The park’s owners received a permit from the state Department of Housing and Community Development Agency, the governing body over all mobile home parks in the state, for the proposed work back in 2013 and the city signed off on it, declaring it exempt for the need to obtain a Coastal Development Permit.
But commission staff maintain the exemption should not have been given.
“Due both to lack of documentation and recent materials provided by the public, it is not even clear that the city’s 2013 exemption determination was made in relation to the PSE development project or some other much smaller project (i.e., materials recently provided to us suggest the city exempted only the demolition and rebuild of a clubhouse structure on a parcel adjacent to PSE at 12 Sharon Way,” Cave wrote in the letter.
Some tenants of the park first got eviction notices last July and ownership offered many of them up to $15,000 in relocation assistance.
Not everyone, however, has accepted the package saying it is too little considering the area’s skyrocketing rental market.
Recommended for you
Most of the mobile homes or trailers were once owned by the tenants but ownership started buying them out years ago. Those who did own their mobile homes were protected by rent control and paid below-market rents.
The owners, however, want to remove all the old homes on the property off Palmetto Avenue, replace them with newer models and charge much higher rents.
Pacifica officials have held strong that the extensive renovations taking place do not require a permit from the California Coastal Commission despite the agency’s claim that it does. They have called the work routine “repair and maintenance.”

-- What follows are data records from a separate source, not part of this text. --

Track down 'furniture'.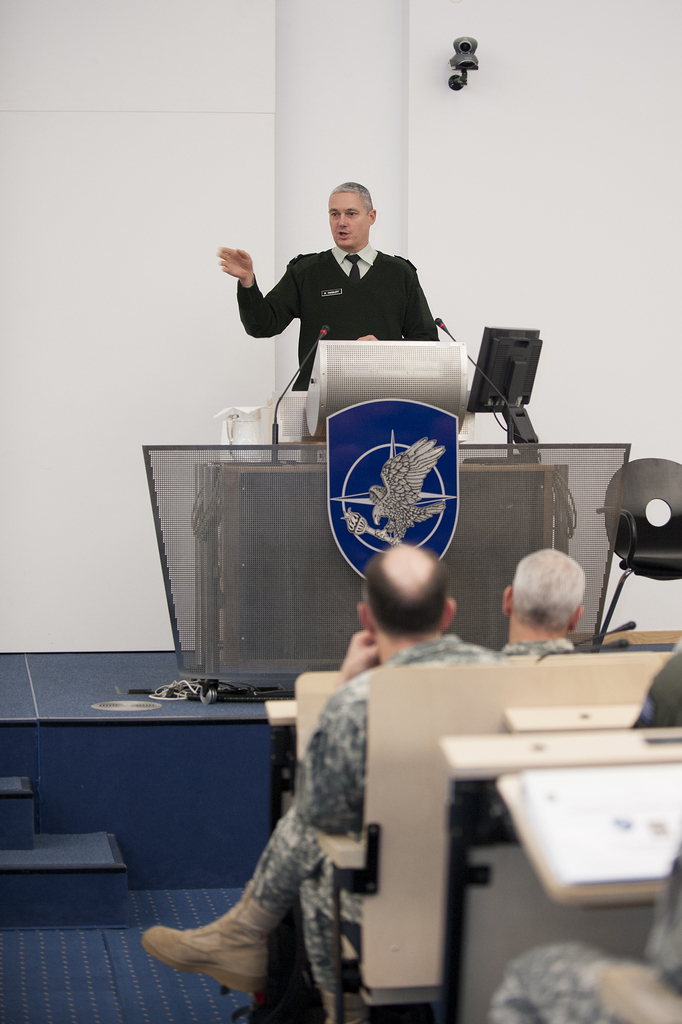
Tracked to (x1=439, y1=704, x2=681, y2=1023).
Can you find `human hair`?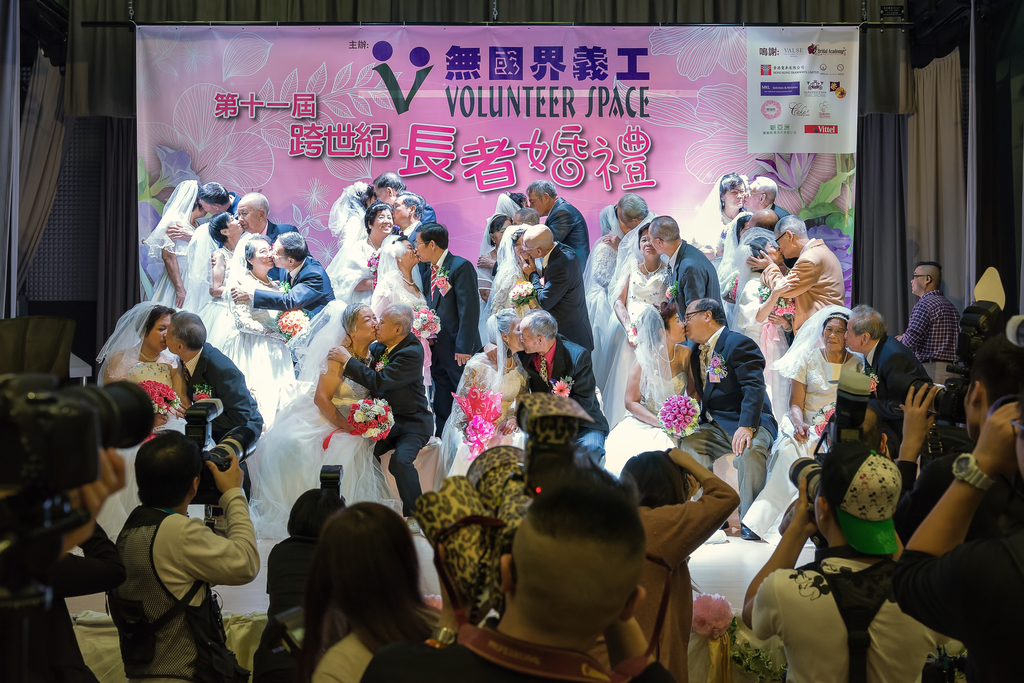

Pacifica officials say the agency has no authority to reconsider the city’s exemption determination, according to a letter sent to the commission Dec. 29.
Late last year, private equity firm the Carlyle Group invested $42 million to bring in new manufactured homes and upgrade the streets and utilities at the park.
Ownership’s goal is to have 75 percent vacancy by the end of January, said Carol McDermott, an adviser to the ownership group.
The park in Pacifica is now mostly vacant as construction crews are busy dismantling the abandoned trailers and ancillary structures.
Keep the discussion civilized. Absolutely NO
personal attacks or insults directed toward writers, nor others who
make comments. Keep it clean. Please avoid obscene, vulgar, lewd,
racist or sexually-oriented language. Don't threaten. Threats of harming another
person will not be tolerated. Be truthful. Don't knowingly lie about anyone
or anything. Be proactive. Use the 'Report' link on
each comment to let us know of abusive posts. PLEASE TURN OFF YOUR CAPS LOCK. Anyone violating these rules will be issued a
warning. After the warning, comment privileges can be
revoked.
Please purchase a Premium Subscription to continue reading.
To continue, please log in, or sign up for a new account.
We offer one free story view per month. If you register for an account, you will get two additional story views. After those three total views, we ask that you support us with a subscription.
A subscription to our digital content is so much more than just access to our valuable content. It means you’re helping to support a local community institution that has, from its very start, supported the betterment of our society. Thank you very much!
(0) comments
Welcome to the discussion.
Log In
Keep the discussion civilized. Absolutely NO personal attacks or insults directed toward writers, nor others who make comments.
Keep it clean. Please avoid obscene, vulgar, lewd, racist or sexually-oriented language.
Don't threaten. Threats of harming another person will not be tolerated.
Be truthful. Don't knowingly lie about anyone or anything.
Be proactive. Use the 'Report' link on each comment to let us know of abusive posts.
PLEASE TURN OFF YOUR CAPS LOCK.
Anyone violating these rules will be issued a warning. After the warning, comment privileges can be revoked.